Architect’s Comments:
The Tourism and Hospitality Building has two entrances, which set thoughts about the brief (academic and hotel training) into the plan. The first entrance is from the circle through a small arcade entering into a double height top-lit hall with fireplace. The second entrance is from the east to a long corridor with academic departments, classrooms, lecture theatres and kitchens reached from the triangular lawn outside the circle. The bar, white dining room and dining hall, and Head of Department open off the first hall. -A minor axis with housekeeping and reception training runs east west, parallel to the long corridor through the first hall. Demonstration kitchen, class kitchen chimneys, dining hall and large lecture theatre volumes are employed externally to articulate the hierarchy of the plan. A class kitchen accommodates 16 student work places, which are serviced with water, gas, electricity at low level from the wall and at high level with supply air and exhaust to the brick chimneys The Administration Building along with the Tourism and Hospitality Building are located on the higher ground - a rock outcrop that is a phenomenon of the local karst limestone. This higher ground (1.5 m) forms a ramped and stepped approach to the Administration Building’s ground floor reception desks, the circle, and the east entrance of the Tourism and Hospitality Building. The higher ground is the inspiration for the south facing rotational steps and ramps to the rest of the campus. The grass lawn is displaced off centre to vary the width of the steps. The North and South facade designs reflect concern with orientation and natural ventilation.
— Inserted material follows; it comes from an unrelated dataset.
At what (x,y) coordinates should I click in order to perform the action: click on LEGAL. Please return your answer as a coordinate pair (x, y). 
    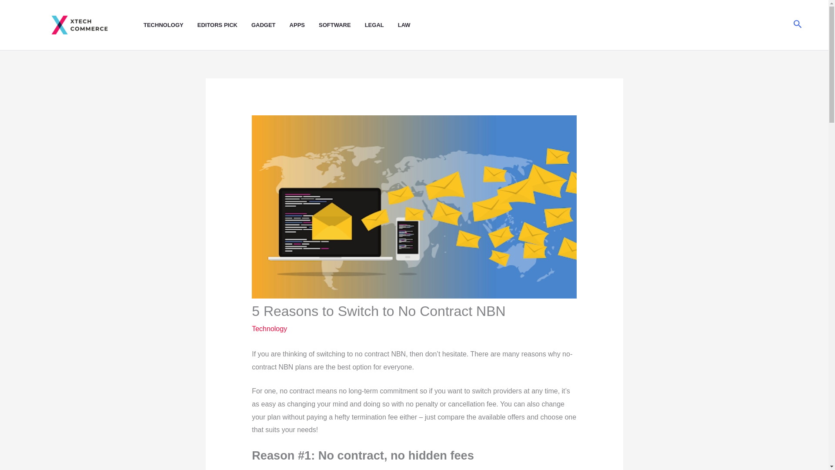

The Student Centre is the favoured of the three buildings because of its haphazard brief (maybe funded or not funded, connection to existing buildings and rich mixture of functions, bars, student union, art gallery, common room, book shop). The virtual absence of expression throughout the three buildings with plain brick walls, arcades and major openings hint at some function and suggest well being.
Client's Comments:
One of Cork Institute of Technology's strategic objectives is to improve its built environment to better reflect its long traditions as well as its modern interpretation of third and fourth level technological education. With the development of a new main entrance on the north of its Bishopstown Campus of signature buildings which stimulate, challenge and inspire students, staff and alumni; this strategic objective has been richly fulfilled. The enduring design paradigm of academic life swirling around a campus green is superbly captured in the architecture and building relationships, with three buildings - one academic, one administrative and one student services - united by a timeless green circular courtyard of classic dimensions. Internal and external spaces became equally important in creating a stimulating and sympathetic campus environment. Staff, students and graduates have been universal in their praise of the scale and design of these buildings, their public spaces and working environments. The Institute is proud to possess buildings which will mature with age and which are strong, positive and inspiring manifestations of its role and status.